Title
Highland Spring sculpture
Date
nedohledáno: Project
Jaroslav Fikar (Architect)
Type
Address
Žižkov II
GPS
49.618714, 15.581205

The sculpture Highland Spring by the Brod sculptor and university lecturer Karel Hyliš (1928–2024) was intended for the Žižkov II housing estate, which was built in the second half of the 1970s to a design by the architect Jaroslav Fikar from the Pardubice branch of Stavoprojekt Hradec Králové. As with other housing estates at the time, the project included a “civic amenities centre” – a grocery store, restaurant and services pavilion, which was to house a general practitioner’s office, a hairdresser, and a dry cleaner. A work of art was also planned for this space, which was a legally required part of all public constructions. Fikar’s 1974 perspective design shows a horizontal sculpture in front of the complex, but this was only a conceptual idea, as such elements typically only took form in the final stage of construction.

Jaroslav Fikar designed all the buildings in the service centre as single-storey structures with prefabricated steel frames and flat roofs topped with sheet-metal parapets. The facades were partially clad with glass mosaic. The shop and restaurant buildings were adjacent to each other, while the services pavilion stood alone, but visually all three buildings formed a small courtyard, referred to in the project as the “courtyard” or “atrium”. It was here that the sandstone statue of Highland Spring was eventually located.

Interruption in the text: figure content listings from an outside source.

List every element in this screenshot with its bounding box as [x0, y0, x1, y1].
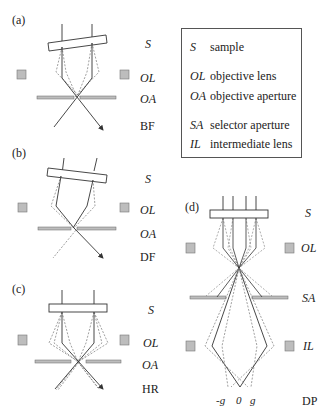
label-sample: S: [145, 173, 151, 185]
objective-lens-left: [18, 335, 27, 345]
objective-lens-right: [120, 70, 129, 79]
legend-symbol: S: [190, 40, 196, 55]
legend-text: objective lens: [210, 69, 276, 84]
panel-d-diffraction-pattern: [186, 196, 294, 387]
sample-slab: [49, 304, 107, 312]
label-sample: S: [305, 207, 311, 219]
panel-b-dark-field: [18, 158, 129, 258]
objective-aperture-right: [77, 227, 116, 230]
selector-aperture-right: [252, 296, 288, 299]
spot-label-minus-g: -g: [216, 395, 225, 406]
objective-lens-right: [120, 335, 129, 345]
sample-slab: [47, 168, 107, 183]
legend-text: sample: [210, 40, 244, 55]
label-objective-lens: OL: [143, 337, 158, 349]
spot-label-g: g: [250, 395, 256, 406]
label-objective-lens: OL: [140, 72, 155, 84]
objective-lens-right: [285, 243, 294, 253]
label-sample: S: [145, 38, 151, 50]
panel-b-tag: (b): [12, 147, 26, 159]
objective-lens-right: [120, 203, 129, 212]
label-objective-lens: OL: [301, 242, 316, 254]
label-mode-dp: DP: [302, 395, 317, 407]
panel-c-high-resolution: [18, 290, 129, 390]
label-intermediate-lens: IL: [303, 340, 314, 352]
legend-symbol: OA: [190, 89, 206, 104]
objective-lens-left: [17, 70, 26, 79]
legend-text: selector aperture: [210, 118, 290, 133]
panel-a-bright-field: [17, 24, 129, 130]
label-mode-hr: HR: [142, 383, 159, 395]
label-objective-aperture: OA: [140, 93, 156, 105]
legend-text: intermediate lens: [210, 137, 292, 152]
spot-label-zero: 0: [236, 395, 242, 406]
sample-slab: [48, 35, 107, 51]
legend-box: S sample OL objective lens OA objective …: [181, 28, 302, 158]
intermediate-lens-left: [186, 341, 195, 351]
selector-aperture-left: [190, 296, 226, 299]
legend-symbol: IL: [190, 137, 201, 152]
objective-lens-left: [18, 203, 27, 212]
objective-aperture-left: [35, 360, 71, 363]
legend-symbol: OL: [190, 69, 205, 84]
intermediate-lens-right: [285, 341, 294, 351]
panel-c-tag: (c): [12, 283, 25, 295]
panel-a-tag: (a): [12, 14, 25, 26]
label-mode-df: DF: [140, 251, 155, 263]
panel-d-tag: (d): [185, 201, 199, 213]
sample-slab: [210, 210, 268, 218]
objective-aperture-left: [38, 227, 71, 230]
objective-aperture-left: [37, 96, 74, 99]
objective-lens-left: [186, 243, 195, 253]
label-mode-bf: BF: [140, 120, 155, 132]
legend-text: objective aperture: [210, 89, 296, 104]
tem-imaging-modes-diagram: (a) (b) (c) (d) S OL OA BF S OL OA DF S …: [0, 0, 333, 420]
label-selector-aperture: SA: [302, 292, 315, 304]
legend-symbol: SA: [190, 118, 203, 133]
objective-aperture-right: [80, 96, 116, 99]
label-objective-aperture: OA: [140, 228, 156, 240]
objective-aperture-right: [86, 360, 121, 363]
label-objective-lens: OL: [140, 204, 155, 216]
label-objective-aperture: OA: [142, 359, 158, 371]
label-sample: S: [148, 304, 154, 316]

Unfortunately, we only know the allegorical figure of Spring from a single historical photograph. A young girl, in a shy gesture, lifts a handful of flowers to her nose with her left hand, while in her right she holds a single blossom in her palm and gathers the drapery that falls around her hips and legs.  In the case of Spring, the artist reduced the stylization of the human figure—so typical of his figural work—to a subtle simplification of forms that remain organic and rounded. 

Unfortunately, the delicacy and vulnerability of Spring was confirmed after 2000. Sometime in the first decade of the new millennium, the sculpture was knocked over and seriously damaged. Its broken parts were removed from the site and are now missing. The shop and restaurant still occupy the original centre, but this busy yet uninviting visual space feels the absence of Spring...

Zuzana Trnková, 2025

Literature

  • Petr Horák. Mezi adorací a demolicí. Osudy vybraných děl českého výtvarného umění 50.–80. let 20. století po roce 1989 na území dnešního Kraje Vysočina, In: e-Monumentica. 2017, V/5.

  • Vladislava Říhová, Zuzana Křenková. Sochy a města. České umění 50.–80. let 20. století ve veřejném prostoru: evidence, průzkumy a restaurování, In: Sochy a města. Available from: https://sochyamesta.cz/

  • Josef Sůva, Jiří Hyliš. Karel Hyliš - výběr z tvorby. Jihlava, Oblastní galerie Vysočiny, 1989.

Prameny

  • Osobní rozhovor s Petrem Doležalem, vedoucím Technických služeb města Havlíčkův Brod. 31. 5. 2025.